For Further Consideration

*Church Of Tares: Purpose Driven, Seeker Sensitive, Church Growth & New World Order

Elliot Nesch's three-hour documentary meticulously examines the origins and implications of the subjects listed in its subtitle. Special attention is given to Peter Drucker's influence.

https://www.youtube.com/watch?v=R9y9ly6YvCw

*Sound The Alarm:The Dangers of the Word of Faith Movement

Emmanuel Davis; nearly two-doc; takes a even keeled look at Jakes' and his fellow prosperity gospel promulgators' theological bent, with which Hybels is copacetic, it appears.

https://www.youtube.com/watch?v=PzSsnhXIRnk

*"Collectivism In The Church:How Did We Get Here?"

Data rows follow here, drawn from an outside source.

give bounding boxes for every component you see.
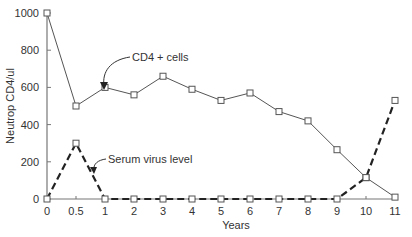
data-point-marker <box>73 140 79 146</box>
x-tick-label: 8 <box>305 205 311 217</box>
data-point-marker <box>247 90 253 96</box>
y-tick-label: 0 <box>33 193 39 205</box>
x-tick-label: 5 <box>218 205 224 217</box>
annotations: CD4 + cellsSerum virus level <box>90 51 192 174</box>
data-point-marker <box>44 10 50 16</box>
data-point-marker <box>160 73 166 79</box>
y-tick-label: 600 <box>21 81 39 93</box>
y-tick-label: 200 <box>21 156 39 168</box>
data-point-marker <box>363 175 369 181</box>
x-tick-label: 9 <box>334 205 340 217</box>
data-point-marker <box>276 196 282 202</box>
chart: 0200400600800100000.51234567891011 CD4 +… <box>0 0 412 237</box>
data-point-marker <box>392 194 398 200</box>
y-tick-label: 800 <box>21 44 39 56</box>
y-tick-label: 400 <box>21 119 39 131</box>
serum-virus-line <box>47 100 395 199</box>
data-point-marker <box>218 196 224 202</box>
x-tick-label: 10 <box>360 205 372 217</box>
axes: 0200400600800100000.51234567891011 <box>15 7 401 217</box>
data-point-marker <box>334 147 340 153</box>
cd4-line <box>47 13 395 197</box>
data-point-marker <box>276 109 282 115</box>
data-point-marker <box>189 86 195 92</box>
x-tick-label: 11 <box>389 205 400 217</box>
data-point-marker <box>218 97 224 103</box>
x-tick-label: 7 <box>276 205 282 217</box>
y-tick-label: 1000 <box>15 7 39 19</box>
virus-annotation: Serum virus level <box>108 153 192 165</box>
x-tick-label: 2 <box>131 205 137 217</box>
series-layer <box>44 10 398 202</box>
data-point-marker <box>160 196 166 202</box>
data-point-marker <box>392 97 398 103</box>
data-point-marker <box>305 118 311 124</box>
data-point-marker <box>189 196 195 202</box>
x-tick-label: 1 <box>102 205 108 217</box>
x-tick-label: 0 <box>44 205 50 217</box>
data-point-marker <box>131 196 137 202</box>
x-tick-label: 3 <box>160 205 166 217</box>
data-point-marker <box>131 92 137 98</box>
x-tick-label: 6 <box>247 205 253 217</box>
x-tick-label: 0.5 <box>68 205 83 217</box>
data-point-marker <box>73 103 79 109</box>
data-point-marker <box>305 196 311 202</box>
y-axis-label: Neutrop CD4/ul <box>4 68 16 144</box>
data-point-marker <box>334 196 340 202</box>
x-tick-label: 4 <box>189 205 195 217</box>
data-point-marker <box>247 196 253 202</box>
data-point-marker <box>44 196 50 202</box>
cd4-annotation: CD4 + cells <box>132 51 189 63</box>
arrow-icon <box>104 57 130 86</box>
data-point-marker <box>102 196 108 202</box>
x-axis-label: Years <box>222 219 250 231</box>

This 2012 of the Stand Up For The Truth radio show cuts through the heady weeds of the seeker/emergent onslaught with the assistance of Pirate Fighting For The Faith's Chris Rosebrough. A notepad and pen could be useful for the 52-miute episode.

http://standupforthetruth.com/2012/04/collectivism-in-the-church-how-did-we-get-here/

Also from SUFTT, "Who Is Peter Drucker And What Did He Do With Our Church," with guest Mary Danielsen of The Things 2 Come prophecy blog (http://thethings2come.org)

http://standupforthetruth.com/2014/04/peter-drucker-church/

*"Willow Creek’s “The Practice” blends New Age & Catholic Mysticism"

This article from the Berean Research discernment blog uncovers ecumenical dangers of The Practice, a Willow Creek adjunct founded by Bill Hybels' son-in-law.